I don't see how that follows yet. Rolling back transactions or double spending is more than enough
You can't roll back transactions or double spend without producing blocks, and producing valid blocks don't get easier by isolating the victim from the network. If you agree that brute force attacks on proof of work isn't impractical, this isn't very viable either (i.e. people will realize there's something wrong when confirmation takes hours to days instead of minutes).
it is more work to create segmentation with leakage than without?
I don't get what you mean here. Even if a little information is leaked between the segments, the network will be whole again. Of course you have to have a reasonable leak. For instance, you could send the data on a flash drive and I wouldn't consider it a valid leak because of the latency.
In such a case, the difficulty of the attack must be reducible, or how can the rest of the world, which we are not communicating with (for long enough for me to defraud you) still be a factor in the CPU spend for the attack? Shannon will wake from his grave to hear the explanation.
Shannon would think you are being silly. :-)
The problem doesn't get easier to solve because less people dedicate work to it. Difficulty adjustments happen every 2016 blocks, but you can't make it lower without massively increasing confirmation times first and even then it can't go down below a certain coefficient.
Bitcoin is the least anonymous, most transparent currency ever invented. Nothing else in existence is more law-enforcement-friendly.
Bitcoin is pseudonymous. Addresses can only be connected to your identity through deliberate transactions. I have wallets that I know are impossible to be connected to me. But because of how Bitcoin works, it's very difficult to reason about, that's for sure. There is no foolproof way to achieve reasonable anonymity. However it's also ridiculous to say that it is law-enforcement-friendly.
From there on out I can see every transaction you have ever made with Y.
How come? Even with naive mixing, I don't understand what kind of technique you are suggesting here. With blind signatures, even the trusted parties don't know what goes where.
With surveillance of your net connection
Why am I so privacy conscious and still don't use a damned https connection? Most privacy conscious people use https over tor, both of which my mom is able to use by herself on an Android tablet.
wallet Y will be empty and wallet X will be full
I don't follow. We were assuming your identity is somehow well known, and you are trying to break the chain of transactions. Each time I need to make a private transaction, I can bounce it through a bunch of such services established in diverse jurisdictions. In turn, I can use the same technique to transfer back to my well known identity.
You have all the same problems as a traditional money launderer
Like having to hide cash inside oil barrels?
Anyone who wishes to perform anonymous transactions (the right of every hard cash holder since the invention of money) should run screaming from Bitcoin.
And run to what? Cash in mail?
As I explained, Chaum's scheme (i.e. a central party that can't track transactions) makes transactions perfectly untraceable. However it isn't widely used. I agree that current techniques people find good enough are not good enough (or maybe they are and I'm too paranoid). Even with blind signatures, we would need a lot of traffic to render it unfeasible as a honeypot.
It will take some practical proof to make people switch to such advanced methods however. Regardless of how we think, their techniques seem to be working.
Because the transaction data you need isn't in the chain.
If I cannot tell who owns what, then I can double-spend.
How do you know the money you sent through an escrow is yours? Exactly the same deal. There is a reality outside of Bitcoin.
As I said, Bitcoin makes such solutions more accessible, but it doesn't itself provide them. It's pretty similar to TCP/IP, which has nothing to do with anonymity by design, yet allows and enables it to a great extent.
I think you are looking for ideal solutions where no ideal solution is even theoretically possible. Bitcoin provides a high degree of Byzantine fault tolerance, and a reasonable degree of privacy. Its fault tolerance leads to inconveniences like long confirmation times, which can be traded with least tolerant more convenient solutions implemented on top of Bitcoin. In the same manner, you can increase privacy a great deal by jumping through some hoops.
so did the many security researchers that have been creating transaction graphs from it
I don't see the claim that only the data in the chain is necessary for a complete analysis in the paper. :-) Actually, they know the identities of those entities only through publicized external information.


* **TASK GOAL**
Each line in the entries that has the word "boxes" has to be copied.

--- START ---

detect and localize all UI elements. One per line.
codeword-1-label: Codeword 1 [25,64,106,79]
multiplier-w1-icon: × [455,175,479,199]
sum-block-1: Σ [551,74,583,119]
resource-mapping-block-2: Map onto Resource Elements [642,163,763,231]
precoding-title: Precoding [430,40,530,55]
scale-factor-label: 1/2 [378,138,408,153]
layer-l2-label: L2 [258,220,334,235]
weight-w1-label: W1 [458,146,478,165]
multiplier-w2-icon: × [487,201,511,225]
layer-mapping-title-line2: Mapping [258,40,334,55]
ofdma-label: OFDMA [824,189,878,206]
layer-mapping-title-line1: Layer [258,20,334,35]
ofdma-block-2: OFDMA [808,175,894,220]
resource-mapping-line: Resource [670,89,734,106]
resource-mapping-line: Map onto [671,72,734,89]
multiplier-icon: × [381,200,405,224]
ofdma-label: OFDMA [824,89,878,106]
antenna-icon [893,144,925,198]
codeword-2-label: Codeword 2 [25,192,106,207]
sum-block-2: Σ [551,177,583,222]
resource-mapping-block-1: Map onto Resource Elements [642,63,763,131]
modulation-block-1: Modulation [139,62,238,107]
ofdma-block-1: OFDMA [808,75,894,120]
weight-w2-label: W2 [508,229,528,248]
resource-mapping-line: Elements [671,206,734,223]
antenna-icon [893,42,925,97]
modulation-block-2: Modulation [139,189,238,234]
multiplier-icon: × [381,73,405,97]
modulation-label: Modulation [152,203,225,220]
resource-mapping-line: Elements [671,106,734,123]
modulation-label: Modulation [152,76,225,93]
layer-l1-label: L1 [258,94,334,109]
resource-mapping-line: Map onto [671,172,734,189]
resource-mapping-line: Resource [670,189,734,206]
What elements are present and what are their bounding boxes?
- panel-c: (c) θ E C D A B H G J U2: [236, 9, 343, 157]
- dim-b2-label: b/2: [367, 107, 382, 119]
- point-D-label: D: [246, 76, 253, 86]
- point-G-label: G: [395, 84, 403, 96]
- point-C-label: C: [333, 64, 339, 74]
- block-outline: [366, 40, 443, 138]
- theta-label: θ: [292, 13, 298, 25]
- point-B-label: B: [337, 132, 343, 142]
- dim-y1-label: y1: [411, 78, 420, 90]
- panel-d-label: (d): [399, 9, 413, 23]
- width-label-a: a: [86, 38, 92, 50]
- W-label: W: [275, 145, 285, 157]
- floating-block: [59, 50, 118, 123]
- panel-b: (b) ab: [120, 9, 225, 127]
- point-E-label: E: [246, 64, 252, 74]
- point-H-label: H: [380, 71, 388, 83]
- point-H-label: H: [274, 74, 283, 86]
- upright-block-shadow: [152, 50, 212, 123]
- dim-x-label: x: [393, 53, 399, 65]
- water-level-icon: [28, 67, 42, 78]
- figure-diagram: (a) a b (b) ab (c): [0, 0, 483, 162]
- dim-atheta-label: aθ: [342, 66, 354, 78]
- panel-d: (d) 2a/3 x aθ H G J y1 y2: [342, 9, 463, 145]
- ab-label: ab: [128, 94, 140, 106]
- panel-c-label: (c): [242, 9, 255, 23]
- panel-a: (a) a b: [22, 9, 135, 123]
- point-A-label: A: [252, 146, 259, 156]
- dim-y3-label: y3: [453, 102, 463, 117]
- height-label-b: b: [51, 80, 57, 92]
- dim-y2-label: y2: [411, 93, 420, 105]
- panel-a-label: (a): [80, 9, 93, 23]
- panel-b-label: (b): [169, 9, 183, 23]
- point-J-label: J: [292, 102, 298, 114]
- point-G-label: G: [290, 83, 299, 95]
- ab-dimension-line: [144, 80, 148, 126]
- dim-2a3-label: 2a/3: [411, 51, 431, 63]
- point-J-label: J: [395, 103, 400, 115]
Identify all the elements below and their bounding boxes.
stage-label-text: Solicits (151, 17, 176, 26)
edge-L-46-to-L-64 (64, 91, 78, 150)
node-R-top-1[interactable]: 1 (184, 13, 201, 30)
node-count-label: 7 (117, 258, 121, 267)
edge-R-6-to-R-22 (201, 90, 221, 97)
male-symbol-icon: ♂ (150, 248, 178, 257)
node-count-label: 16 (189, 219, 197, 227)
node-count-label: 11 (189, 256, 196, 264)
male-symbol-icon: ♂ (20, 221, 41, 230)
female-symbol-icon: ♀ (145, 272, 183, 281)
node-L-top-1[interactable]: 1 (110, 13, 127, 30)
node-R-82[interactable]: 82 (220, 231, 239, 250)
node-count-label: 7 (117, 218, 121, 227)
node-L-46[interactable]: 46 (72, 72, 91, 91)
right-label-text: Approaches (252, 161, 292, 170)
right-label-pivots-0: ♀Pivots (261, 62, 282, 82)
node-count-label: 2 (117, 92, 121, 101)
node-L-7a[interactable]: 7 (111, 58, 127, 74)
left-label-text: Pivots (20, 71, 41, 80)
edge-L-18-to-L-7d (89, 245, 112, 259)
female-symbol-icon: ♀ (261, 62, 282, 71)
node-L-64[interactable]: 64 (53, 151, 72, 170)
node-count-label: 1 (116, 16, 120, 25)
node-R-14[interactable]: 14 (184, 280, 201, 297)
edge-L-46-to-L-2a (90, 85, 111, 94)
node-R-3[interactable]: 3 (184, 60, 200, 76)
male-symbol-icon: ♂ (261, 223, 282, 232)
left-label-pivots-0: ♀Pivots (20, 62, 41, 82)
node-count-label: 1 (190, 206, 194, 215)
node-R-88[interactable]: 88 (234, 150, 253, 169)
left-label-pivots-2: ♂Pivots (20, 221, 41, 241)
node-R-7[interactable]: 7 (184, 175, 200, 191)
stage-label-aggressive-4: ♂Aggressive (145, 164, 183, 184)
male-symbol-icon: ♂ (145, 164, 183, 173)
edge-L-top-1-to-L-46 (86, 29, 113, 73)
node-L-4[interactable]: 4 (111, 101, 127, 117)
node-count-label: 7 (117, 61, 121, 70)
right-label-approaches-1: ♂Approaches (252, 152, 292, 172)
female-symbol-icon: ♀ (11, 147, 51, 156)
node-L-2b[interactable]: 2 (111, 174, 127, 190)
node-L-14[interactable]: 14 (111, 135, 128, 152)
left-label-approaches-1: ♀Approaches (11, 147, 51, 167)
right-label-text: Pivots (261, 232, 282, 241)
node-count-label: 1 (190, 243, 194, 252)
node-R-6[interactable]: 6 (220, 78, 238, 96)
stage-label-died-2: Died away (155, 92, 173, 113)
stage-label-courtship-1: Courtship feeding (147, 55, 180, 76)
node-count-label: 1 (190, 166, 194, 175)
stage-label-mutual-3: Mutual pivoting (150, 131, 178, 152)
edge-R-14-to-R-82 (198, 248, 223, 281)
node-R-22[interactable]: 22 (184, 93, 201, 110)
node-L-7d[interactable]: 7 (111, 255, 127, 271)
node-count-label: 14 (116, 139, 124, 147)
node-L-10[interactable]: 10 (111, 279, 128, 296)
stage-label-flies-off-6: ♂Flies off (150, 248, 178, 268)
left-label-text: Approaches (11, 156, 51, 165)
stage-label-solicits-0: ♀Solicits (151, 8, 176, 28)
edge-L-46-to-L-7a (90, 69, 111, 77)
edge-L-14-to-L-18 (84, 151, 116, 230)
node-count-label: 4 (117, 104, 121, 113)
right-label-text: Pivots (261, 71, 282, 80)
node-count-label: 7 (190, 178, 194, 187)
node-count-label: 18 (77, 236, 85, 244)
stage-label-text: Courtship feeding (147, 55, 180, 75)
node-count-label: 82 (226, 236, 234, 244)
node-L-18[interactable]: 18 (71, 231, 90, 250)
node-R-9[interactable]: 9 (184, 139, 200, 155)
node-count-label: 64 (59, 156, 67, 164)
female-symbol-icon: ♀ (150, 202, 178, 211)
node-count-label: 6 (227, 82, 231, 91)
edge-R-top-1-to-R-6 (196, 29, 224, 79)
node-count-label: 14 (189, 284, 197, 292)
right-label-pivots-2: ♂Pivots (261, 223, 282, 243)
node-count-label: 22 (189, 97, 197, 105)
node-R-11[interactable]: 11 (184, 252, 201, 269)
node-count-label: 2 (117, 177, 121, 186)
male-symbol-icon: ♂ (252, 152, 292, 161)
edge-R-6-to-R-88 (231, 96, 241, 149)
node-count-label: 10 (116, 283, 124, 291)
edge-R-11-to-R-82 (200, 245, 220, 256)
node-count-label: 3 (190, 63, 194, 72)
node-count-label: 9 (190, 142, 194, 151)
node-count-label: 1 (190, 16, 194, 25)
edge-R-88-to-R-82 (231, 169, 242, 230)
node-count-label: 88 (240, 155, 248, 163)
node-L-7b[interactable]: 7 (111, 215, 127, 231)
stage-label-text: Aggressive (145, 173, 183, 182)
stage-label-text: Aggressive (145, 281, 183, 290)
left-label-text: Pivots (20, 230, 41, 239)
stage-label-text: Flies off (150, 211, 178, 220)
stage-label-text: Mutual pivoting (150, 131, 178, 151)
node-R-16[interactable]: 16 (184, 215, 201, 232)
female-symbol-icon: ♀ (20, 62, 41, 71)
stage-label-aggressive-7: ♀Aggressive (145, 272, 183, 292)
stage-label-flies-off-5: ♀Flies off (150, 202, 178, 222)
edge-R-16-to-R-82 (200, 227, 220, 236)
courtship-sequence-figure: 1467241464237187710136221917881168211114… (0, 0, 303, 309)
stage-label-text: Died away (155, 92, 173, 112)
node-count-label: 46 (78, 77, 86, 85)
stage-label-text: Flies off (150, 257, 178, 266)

--- END ---

* **THE ANSWER**
What elements are present and what are their bounding boxes?
Identify all the elements below and their bounding boxes.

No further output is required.